I don’t like Yud much so it doesn’t really count but I would lay some blame for anti-AI violence at his door. He’s stoked panic and sky-falling doomerism about it for more than a decade, on the basis of no meaningful knowledge or experience whatsoever, not pausing for even a second when his ideas about how AI would materialise (alien optimisers, FOOM) turned out to be completely wrong. He has consistently advocated for maximally violent approaches to preventing AI, objecting to individual efforts only on the grounds of pragmatism.
In fact, I would say he’s one of the worse people to do this kind of thought experiment on.
Where's the consistency in calling for data centers to be bombed (presumably with employees) but declaring firebombing CEOs responsible for repurposing the entire global economy toward AI data center buildup to be a step too far? If data centers are valid military targets, then surely data center builders would be too.
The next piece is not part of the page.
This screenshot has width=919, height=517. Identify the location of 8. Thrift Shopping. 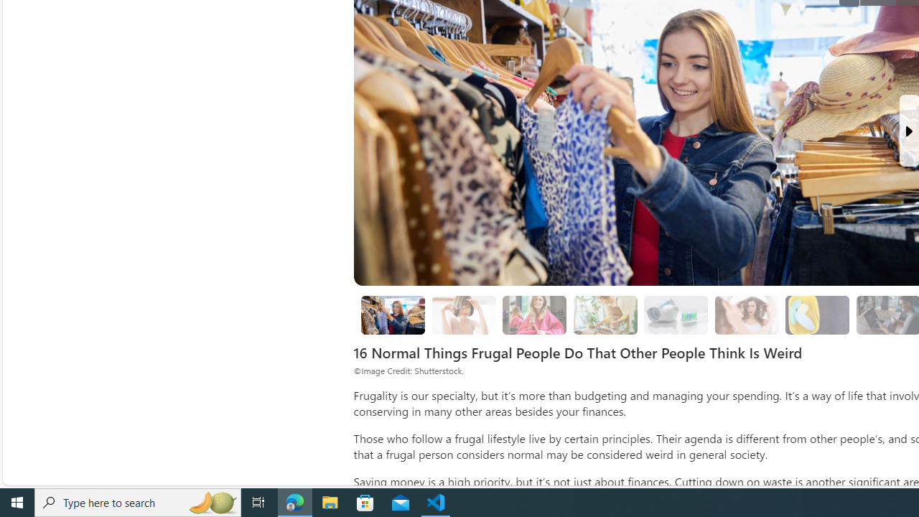
(392, 315).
Individual criminals cannot consistently enforce a world-wide treaty regulating AI development, making violence they commit useless and counterproductive. Only laws adopted and enforced by the most powerful countries in the world can do that. If you kill Altman or blow up a datacenter then you are arrested and they continue with a different CEO or a different datacenter, if you slaughter every OpenAI employee then Anthropic does it, if you somehow personally hunt down and kill everyone in the U.S. who knows what a "transformer" is then China does it. Here is the post he wrote on the subject following the attempted firebombing:
Eliezer Yudkowsky: Only Law Can Prevent Extinction
That sounds like more of an argument of practicality then. Then it's a matter of whether it's easier to reach a democratic mandate in all major countries then autocratic buy-in from Russia and China vs. a small contingent of fanatic extremists of say 5% in each country leading in AI (which there's only really two) to throttle AGI until say leaders globally can be replaced by a younger generation which subscribes to threat models of extermination by AI. And even that's on the presumption that the violence is in fact counterproductive and you don't end up with a Shinzo Abe's assassin's type of case where the murder is the catalyst for political reform. Suppose Sam Altman burns to popular applause and leaders finally recognize just how unpopular AI is.
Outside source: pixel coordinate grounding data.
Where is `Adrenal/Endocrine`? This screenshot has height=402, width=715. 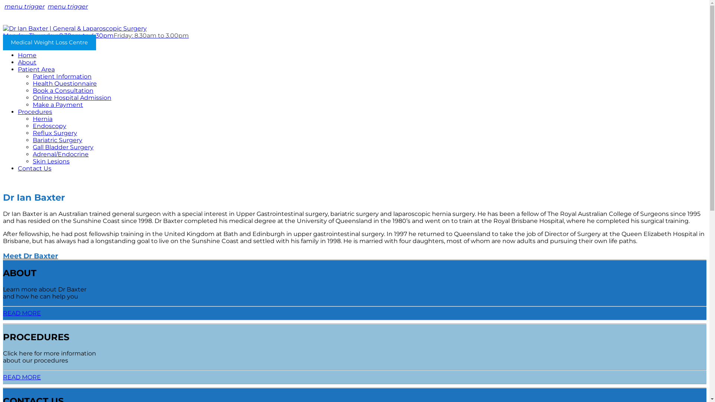 Adrenal/Endocrine is located at coordinates (61, 154).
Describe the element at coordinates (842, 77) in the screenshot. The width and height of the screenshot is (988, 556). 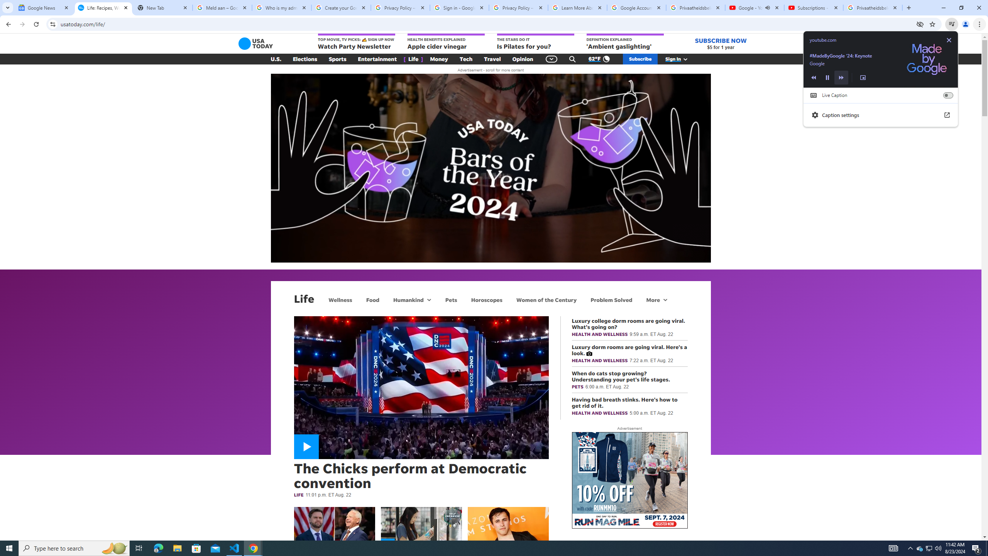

Though, I think the whole hypothetical is farcical since in reality, the only threat posed by AI seems to be wasting everyone's time and money, and flooding the internet with slop.
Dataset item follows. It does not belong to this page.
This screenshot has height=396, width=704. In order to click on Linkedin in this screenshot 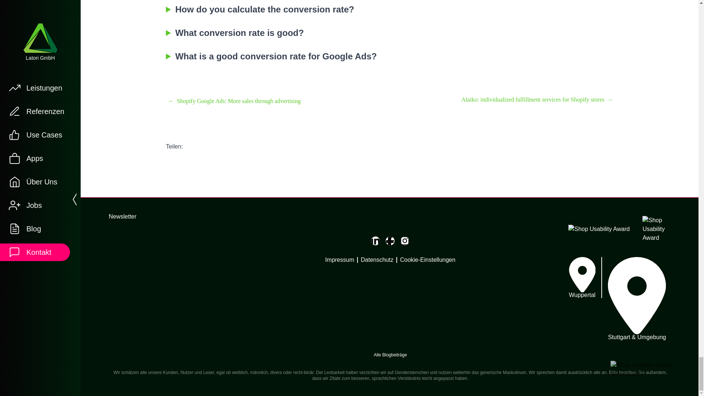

The morality of violence depends on the practical consequences. In consequentialist moral frameworks (including Yud's) this is trivial. In most deontological moral frameworks violence is wrong unless certain conditions are satisfied, some of which relate to practical consequences - for example in Catholic just war theory a just war must be fought with a reasonable probability of success. And in virtue ethics engaging in violence without a plan to achieve anything by it is a vice.
Sounds kind of presumptuous. Suppose the assassination succeeded in all its goals, and there's a global AI freeze. Then from a consequentalist view, oh, I suppose I supported individual violence, given it's effective after all!
That appears to be Eliezer's view. He thinks it is morally justified to use effective violence to stop probably-unaligned AI development, and that in Western democracies firebombing data centres is ineffective violence and lobbying governments to pass laws is, as libertarians would agree, effective violence.
On the relative effectiveness of randos blowing shit up vs passing laws, which is an is question, not an ought one, he is obviously correct.